Bruce and Norman Yonemoto

Last Name: 
Yonemoto
First Name: 
Bruce and Norman

Norman Yonemoto was born in Chicago, Illinois, in 1946, a year after their father Tak, who was in the Army, married his mother Rosie, who was incarcerated in Tule Lake concentration camp. They returned to California, where Bruce was born in 1949 in San Jose. Norman moved from the Bay Area to Los Angeles in 1968, where he attended UCLA before concentrating his studies at the American Film Institute Center for Advanced Studies. Bruce received a Bachelor's degree from the University of California, Berkeley, in 1972. The following year he went to Japan where he lived for three years while studying at the Sokei Bijitsu Gakko (Sokei Art Institute) in Tokyo. After returning from Japan in 1975, Bruce went on to receive an MFA from the Otis Art Institute in Los Angeles. In 1976 Norman and Bruce embarked on their first collaborative work, an ambitious film project entitled Garage Sale. They formalized their partnership in 1979 when they founded their own company, Kyo-dai Productions.
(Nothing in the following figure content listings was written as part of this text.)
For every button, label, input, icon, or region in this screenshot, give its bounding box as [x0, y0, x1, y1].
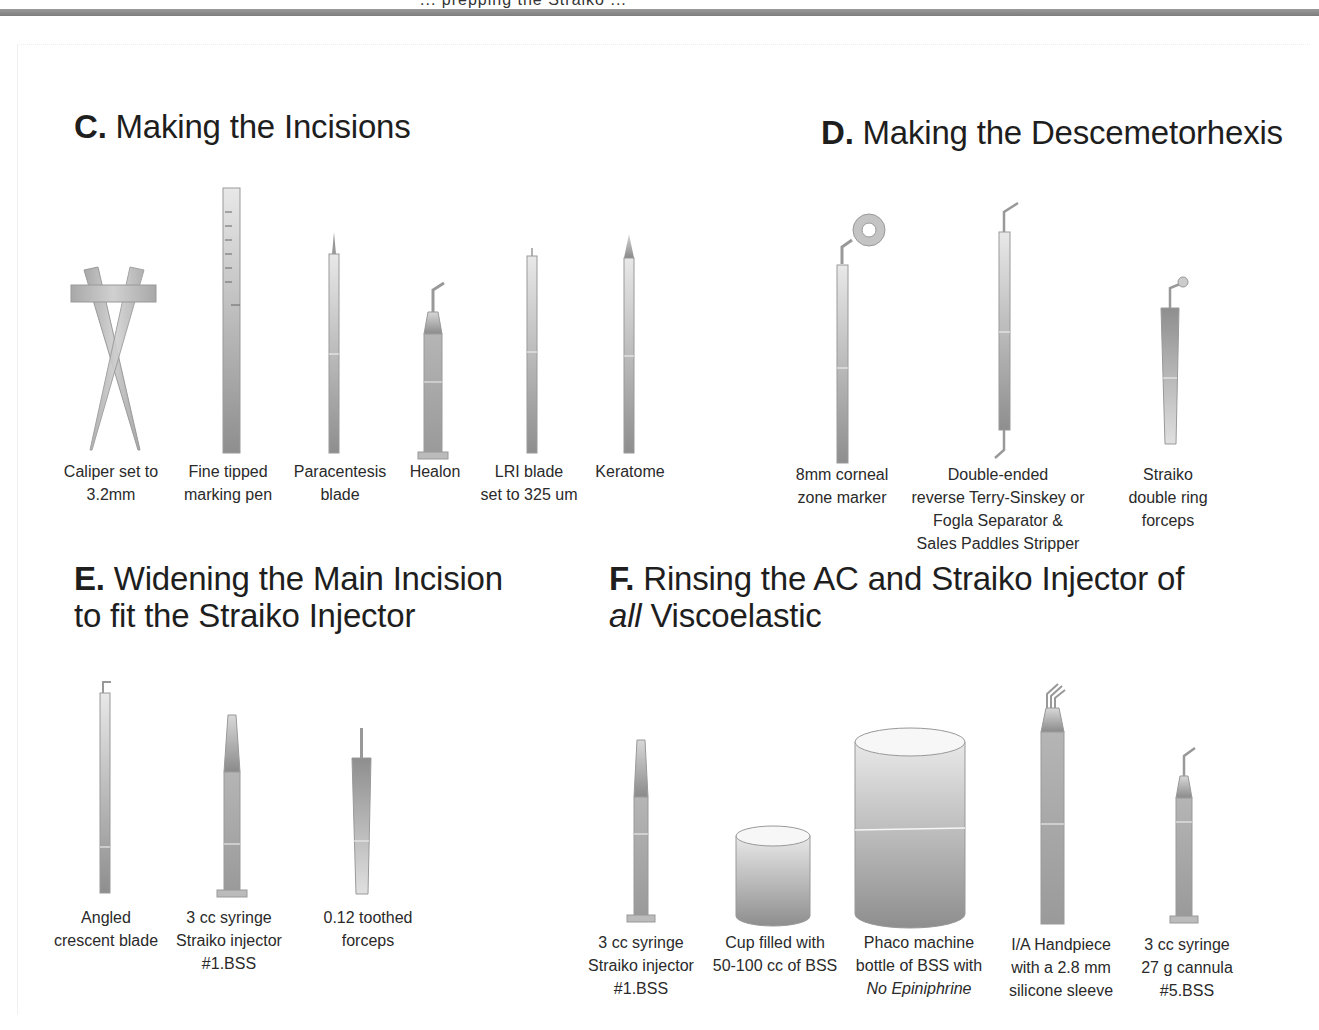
section-d-title: Making the Descemetorhexis [863, 114, 1283, 151]
section-e-letter: E. [74, 560, 105, 597]
header-divider-bar [0, 9, 1319, 16]
section-e-title-line1: Widening the Main Incision [114, 560, 503, 597]
caption-paracentesis-blade: Paracentesisblade [294, 460, 387, 506]
straiko-injector-syringe-icon [626, 739, 658, 925]
crescent-blade-icon [98, 680, 118, 895]
section-c-letter: C. [74, 108, 107, 145]
caption-ia-handpiece: I/A Handpiecewith a 2.8 mm silicone slee… [1009, 933, 1113, 1002]
caption-bss-cup: Cup filled with50-100 cc of BSS [713, 931, 838, 977]
section-c-title: Making the Incisions [116, 108, 411, 145]
keratome-icon [622, 234, 636, 454]
caption-healon: Healon [410, 460, 461, 483]
bss-bottle-icon [853, 726, 967, 930]
straiko-injector-syringe-icon [216, 714, 250, 900]
caption-caliper: Caliper set to3.2mm [64, 460, 158, 506]
caption-straiko-injector-f: 3 cc syringeStraiko injector #1.BSS [588, 931, 694, 1000]
section-d-heading: D. Making the Descemetorhexis [821, 114, 1283, 151]
figure-frame [17, 44, 1310, 1015]
paracentesis-blade-icon [327, 232, 341, 454]
zone-marker-icon [834, 212, 890, 464]
section-f-heading: F. Rinsing the AC and Straiko Injector o… [609, 560, 1184, 634]
section-e-title-line2: to fit the Straiko Injector [74, 597, 503, 634]
cut-off-page-title: ... prepping the Straiko ... [420, 0, 627, 9]
bss-cup-icon [734, 824, 814, 929]
section-d-letter: D. [821, 114, 854, 151]
caliper-icon [68, 265, 160, 455]
cannula-syringe-icon [1170, 746, 1204, 926]
toothed-forceps-icon [350, 728, 376, 896]
section-f-title-line2: Viscoelastic [641, 597, 821, 634]
caption-zone-marker: 8mm cornealzone marker [796, 463, 888, 509]
healon-syringe-icon [418, 282, 452, 462]
caption-double-ended-separator: Double-endedreverse Terry-Sinskey or Fog… [911, 463, 1084, 555]
caption-lri-blade: LRI bladeset to 325 um [481, 460, 578, 506]
section-f-letter: F. [609, 560, 634, 597]
marking-pen-icon [222, 187, 242, 455]
double-ended-separator-icon [994, 202, 1024, 460]
section-c-heading: C. Making the Incisions [74, 108, 411, 145]
caption-marking-pen: Fine tippedmarking pen [184, 460, 272, 506]
caption-cannula-syringe: 3 cc syringe27 g cannula #5.BSS [1141, 933, 1233, 1002]
caption-toothed-forceps: 0.12 toothedforceps [324, 906, 413, 952]
caption-crescent-blade: Angledcrescent blade [54, 906, 158, 952]
section-f-title-emphasis: all [609, 597, 641, 634]
ia-handpiece-icon [1038, 678, 1070, 926]
lri-blade-icon [525, 248, 539, 454]
caption-bss-bottle: Phaco machinebottle of BSS with No Epini… [856, 931, 982, 1000]
section-e-heading: E. Widening the Main Incision to fit the… [74, 560, 503, 634]
section-f-title-line1: Rinsing the AC and Straiko Injector of [643, 560, 1184, 597]
caption-double-ring-forceps: Straikodouble ring forceps [1128, 463, 1207, 532]
caption-keratome: Keratome [595, 460, 664, 483]
double-ring-forceps-icon [1158, 274, 1192, 446]
caption-straiko-injector-e: 3 cc syringeStraiko injector #1.BSS [176, 906, 282, 975]
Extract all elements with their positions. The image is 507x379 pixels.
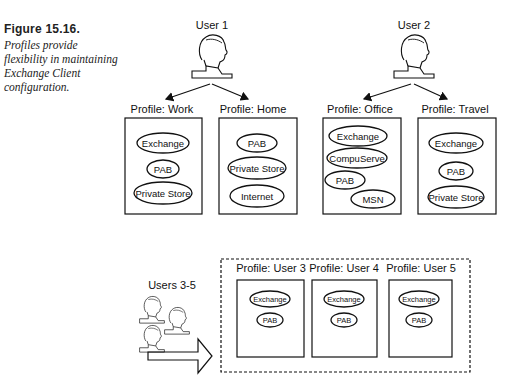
user-1-label: User 1 [196,19,228,31]
service-pab: PAB [412,316,426,325]
service-pab: PAB [336,175,354,186]
profile-travel-title: Profile: Travel [421,103,488,115]
service-exchange: Exchange [337,131,379,142]
profile-user-4: Profile: User 4 Exchange PAB [309,262,379,357]
service-exchange: Exchange [253,295,286,304]
profile-travel: Profile: Travel Exchange PAB Private Sto… [418,103,496,214]
user-1-person-icon [192,35,232,78]
service-exchange: Exchange [435,138,477,149]
service-exchange: Exchange [327,295,360,304]
service-pab: PAB [447,166,465,177]
user-5-person-icon [140,325,165,352]
service-private-store: Private Store [136,188,191,199]
profile-home-title: Profile: Home [220,103,287,115]
arrow-user1-work [166,84,210,99]
service-private-store: Private Store [230,163,285,174]
service-pab: PAB [337,316,351,325]
profile-user-3-title: Profile: User 3 [236,262,306,274]
users-3-5-group: Users 3-5 Profile: User 3 Exchange PAB P… [140,259,470,373]
arrow-user1-home [212,84,248,99]
profile-user-3: Profile: User 3 Exchange PAB [236,262,306,357]
arrow-user2-travel [414,84,447,99]
profile-work-title: Profile: Work [131,103,194,115]
profile-user-5-title: Profile: User 5 [386,262,456,274]
service-compuserve: CompuServe [329,153,384,164]
profile-user-4-title: Profile: User 4 [309,262,379,274]
users-3-5-label: Users 3-5 [148,279,196,291]
user-2-group: User 2 Profile: Office Exchange CompuSer… [323,19,496,214]
service-exchange: Exchange [402,295,435,304]
service-msn: MSN [362,194,383,205]
user-1-group: User 1 Profile: Work Exchange PAB Privat… [125,19,297,214]
profile-office: Profile: Office Exchange CompuServe PAB … [323,103,401,214]
user-4-person-icon [165,307,190,334]
user-2-person-icon [394,35,434,78]
profile-work: Profile: Work Exchange PAB Private Store [125,103,202,214]
service-pab: PAB [263,316,277,325]
service-pab: PAB [154,164,172,175]
user-2-label: User 2 [398,19,430,31]
service-private-store: Private Store [429,192,484,203]
service-exchange: Exchange [142,138,184,149]
profile-home: Profile: Home PAB Private Store Internet [219,103,297,214]
profile-user-5: Profile: User 5 Exchange PAB [386,262,456,357]
profile-office-title: Profile: Office [327,103,393,115]
service-internet: Internet [241,191,274,202]
arrow-user2-office [364,84,411,99]
user-3-person-icon [140,296,165,323]
service-pab: PAB [248,138,266,149]
block-arrow-icon [148,339,212,373]
profiles-diagram: User 1 Profile: Work Exchange PAB Privat… [0,0,507,379]
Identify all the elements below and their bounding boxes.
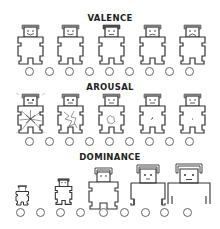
dominance-option-6[interactable] <box>120 208 129 217</box>
valence-option-7[interactable] <box>145 67 154 76</box>
manikin-dominance-3 <box>89 168 118 209</box>
valence-option-4[interactable] <box>85 67 94 76</box>
dominance-option-5[interactable] <box>99 208 108 217</box>
manikin-arousal-3 <box>99 94 124 133</box>
manikin-arousal-5 <box>180 94 205 133</box>
valence-option-9[interactable] <box>185 67 194 76</box>
manikin-dominance-4 <box>131 165 165 205</box>
arousal-option-3[interactable] <box>65 137 74 146</box>
dominance-option-2[interactable] <box>36 208 45 217</box>
dominance-option-4[interactable] <box>76 208 85 217</box>
manikin-arousal-1 <box>16 93 45 133</box>
valence-option-3[interactable] <box>65 67 74 76</box>
manikin-dominance-5 <box>168 164 210 204</box>
arousal-option-2[interactable] <box>45 137 54 146</box>
dominance-option-7[interactable] <box>141 208 150 217</box>
arousal-option-8[interactable] <box>165 137 174 146</box>
manikin-arousal-2 <box>58 94 83 133</box>
dominance-option-3[interactable] <box>56 208 65 217</box>
arousal-option-4[interactable] <box>85 137 94 146</box>
valence-option-5[interactable] <box>105 67 114 76</box>
valence-option-1[interactable] <box>25 67 34 76</box>
manikin-dominance-1 <box>16 186 29 206</box>
valence-manikins <box>0 24 220 68</box>
manikin-valence-5 <box>180 25 205 64</box>
dominance-title: DOMINANCE <box>0 152 220 162</box>
arousal-option-6[interactable] <box>125 137 134 146</box>
manikin-valence-1 <box>18 25 43 64</box>
manikin-valence-4 <box>140 25 165 64</box>
arousal-option-5[interactable] <box>105 137 114 146</box>
manikin-valence-3 <box>99 25 124 64</box>
valence-option-8[interactable] <box>165 67 174 76</box>
valence-title: VALENCE <box>0 13 220 23</box>
dominance-option-1[interactable] <box>16 208 25 217</box>
dominance-manikins <box>0 163 220 213</box>
arousal-option-1[interactable] <box>25 137 34 146</box>
valence-option-2[interactable] <box>45 67 54 76</box>
manikin-dominance-2 <box>55 179 72 205</box>
manikin-valence-2 <box>58 25 83 64</box>
arousal-option-7[interactable] <box>145 137 154 146</box>
manikin-arousal-4 <box>140 94 165 133</box>
dominance-option-9[interactable] <box>183 208 192 217</box>
valence-option-6[interactable] <box>125 67 134 76</box>
arousal-manikins <box>0 93 220 137</box>
dominance-option-8[interactable] <box>160 208 169 217</box>
arousal-option-9[interactable] <box>185 137 194 146</box>
arousal-title: AROUSAL <box>0 82 220 92</box>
Captivated by what was then a relatively new artistic medium, Bruce and Norman went on to work in video. The brothers played a central role in establishing video as a viable artistic medium. The Yonemotos' work has been included in numerous exhibitions at major institutions such as the Long Beach Museum of Art; the Santa Monica Museum of Art; the Wexner Center for the Arts, Columbus, Ohio; the Whitney Museum of American Art, New York; and the Museum of Modern Art, New York. Screenings of their films and videos have been held at many sites, including the American Film Institute, Los Angeles; The Museum of Contemporary Art, Los Angeles; Anthology Film Archives, New York; Pacific Film Archives, Berkeley, California; Kunstverein, Cologne; and the Hara Museum of Contemporary Art, Tokyo. Their work has also been presented at other international venues in Holland, France, Belgium, Great Britain, and Spain. Bruce and Norman are the recipients of many awards and grants, including several National Endowment for the Arts grants, the 1993 Maya Deren Award for Independent Film and Video Artists, the 1993 American Film Institute Independent Film and Videomaker Grant, and a 1998 Rockefeller Foundation Intercultural Film/Video/Multimedia Fellowship.